Session memory vs persistent memory
Section titled “Session memory vs persistent memory”ByteBrew has two distinct memory layers:
| Layer | Scope | Storage |
|---|---|---|
| Session context | Within a single conversation | Held in the LLM’s context window. Automatically managed. |
| Persistent memory | Across sessions | Stored in the database. Requires the Memory capability. |
Session context is automatic — the agent always sees the current conversation. Persistent memory is opt-in: the agent uses memory_store to explicitly save a fact and memory_recall to retrieve it in future sessions.
agents: personal-assistant: model: glm-5 lifecycle: persistent system: | You are a personal assistant. Use memory_recall at the start of each conversation to recall relevant facts about the user. Use memory_store to save new preferences or important information the user shares.Schemas
Section titled “Schemas”A Schema is a workflow container that defines how agents are organized and how users interact with them. Every chat session is associated with a schema, not directly with an agent. See Schemas for the full reference.
Schema structure
Section titled “Schema structure”- Entry agent — the agent that receives the user’s first message. It can spawn other agents.

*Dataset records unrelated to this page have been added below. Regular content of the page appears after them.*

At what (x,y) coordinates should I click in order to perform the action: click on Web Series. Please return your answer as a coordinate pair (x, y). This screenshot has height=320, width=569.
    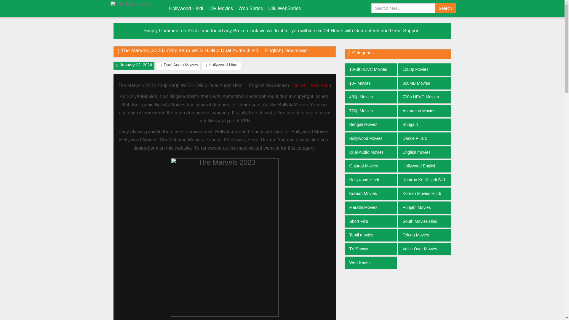
    Looking at the image, I should click on (250, 8).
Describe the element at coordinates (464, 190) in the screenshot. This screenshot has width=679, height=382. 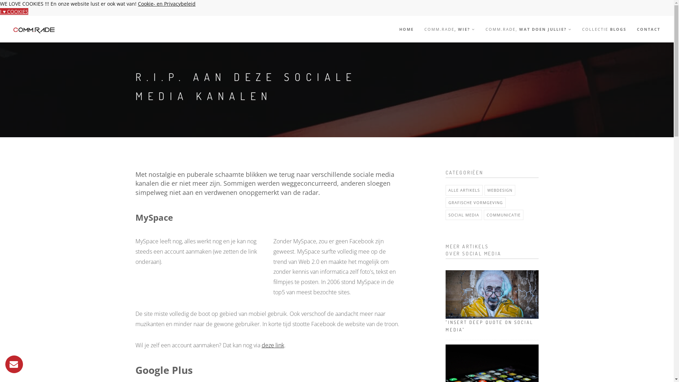
I see `ALLE ARTIKELS` at that location.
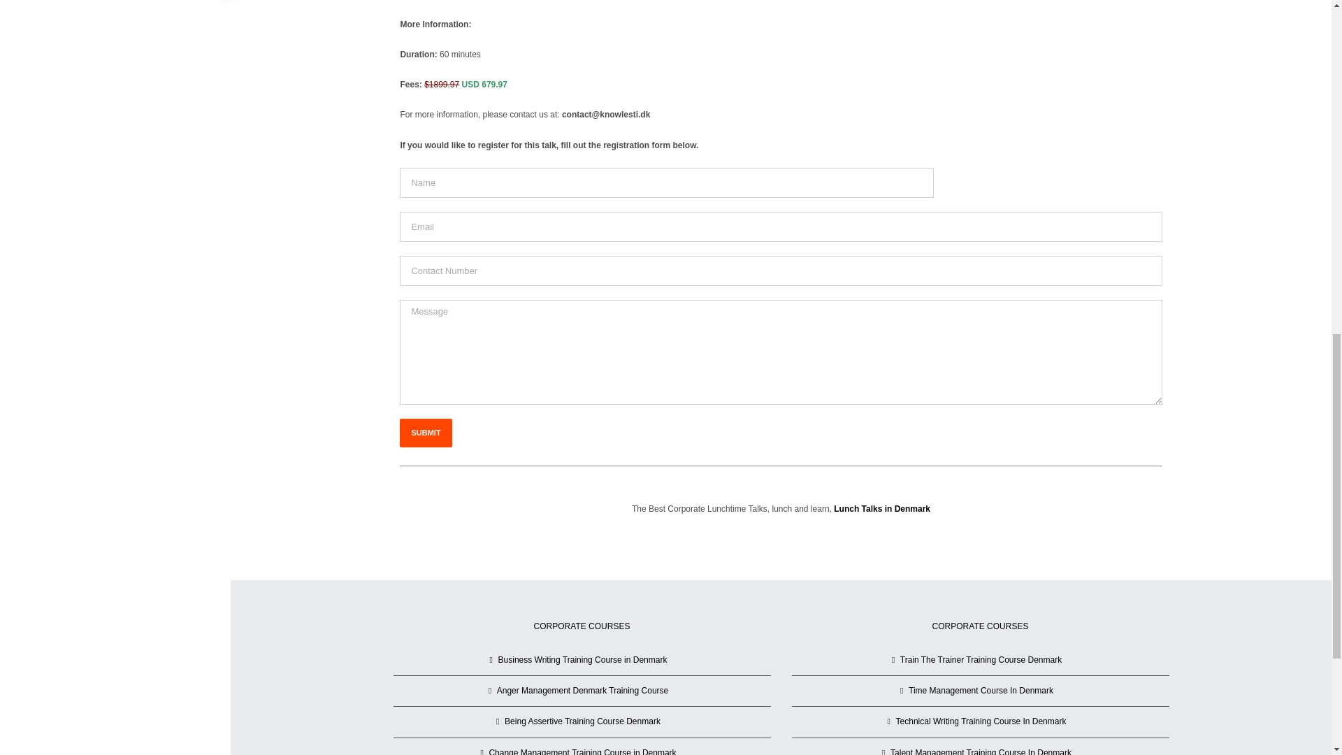 Image resolution: width=1342 pixels, height=755 pixels. What do you see at coordinates (582, 749) in the screenshot?
I see `Change Management Training Course in Denmark` at bounding box center [582, 749].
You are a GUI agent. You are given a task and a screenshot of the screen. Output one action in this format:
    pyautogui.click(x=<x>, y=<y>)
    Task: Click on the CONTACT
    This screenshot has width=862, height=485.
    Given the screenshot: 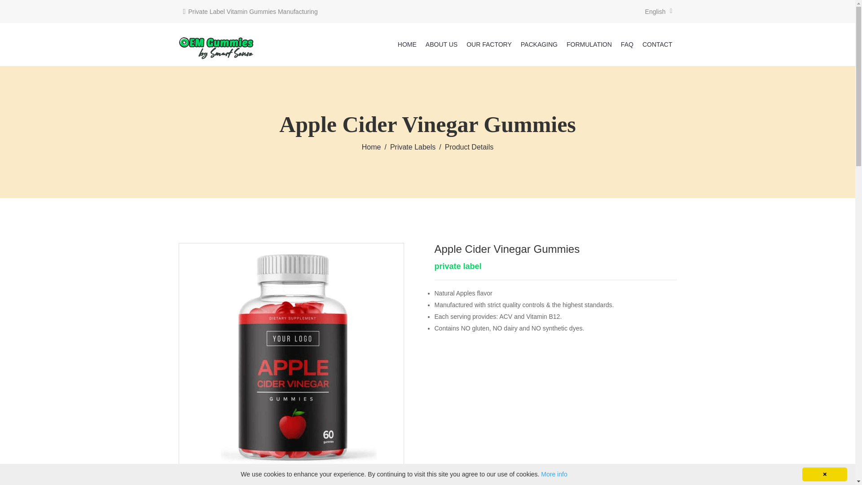 What is the action you would take?
    pyautogui.click(x=657, y=44)
    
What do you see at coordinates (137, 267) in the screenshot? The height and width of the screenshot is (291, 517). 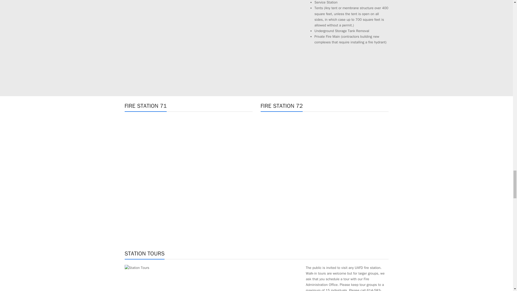 I see `Station Tours` at bounding box center [137, 267].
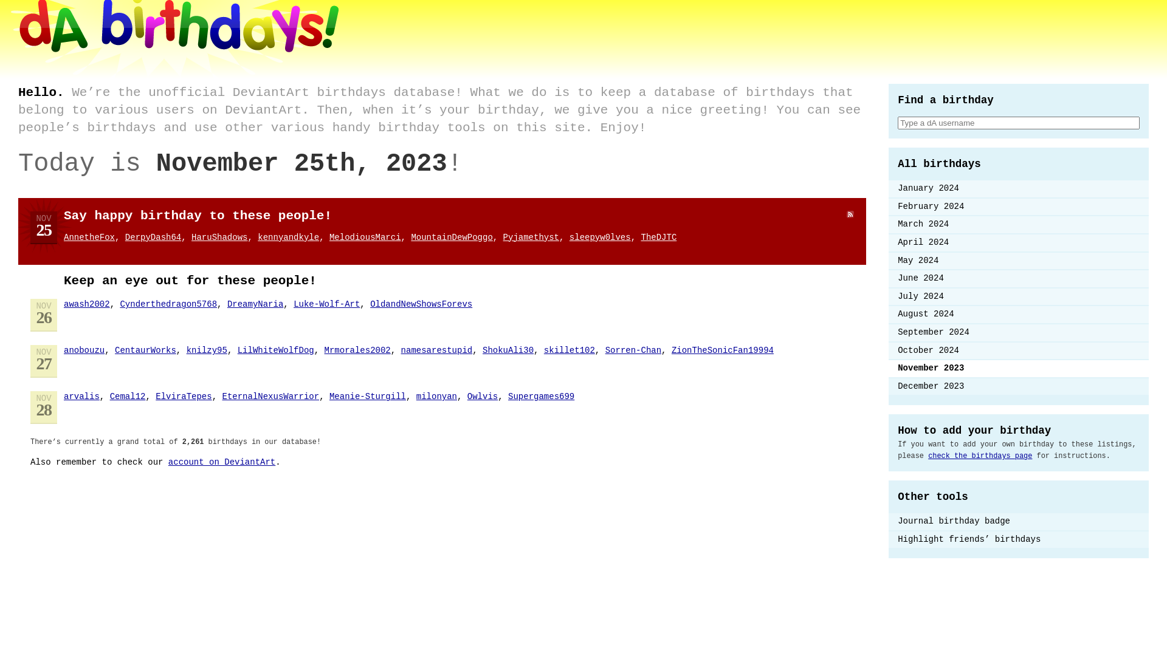 This screenshot has height=656, width=1167. I want to click on August 2024, so click(1018, 315).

- Agent relations — connections between agents that define the delegation tree (who can spawn whom).
- Chat Enabled — a toggle that controls whether the schema accepts chat requests.
Why schemas exist
Section titled “Why schemas exist”Schemas let you build multi-agent workflows and expose them as a single chat endpoint. Instead of exposing individual agents, you expose a schema that routes messages to the right agents automatically.
Schema: "Customer Support"├── Entry agent: router (receives all user messages)├── Agent relations:│ ├── router → billing-agent (via spawn)│ └── router → technical-agent (via spawn)└── Chat Enabled: trueEnabling chat
Section titled “Enabling chat”Toggle Chat Enabled on a schema in Admin Dashboard → Schemas. Once enabled, the schema accepts requests at:
POST /api/v1/schemas/{schema_id}/chatThe schema_id is the UUID shown in the Admin Dashboard URL.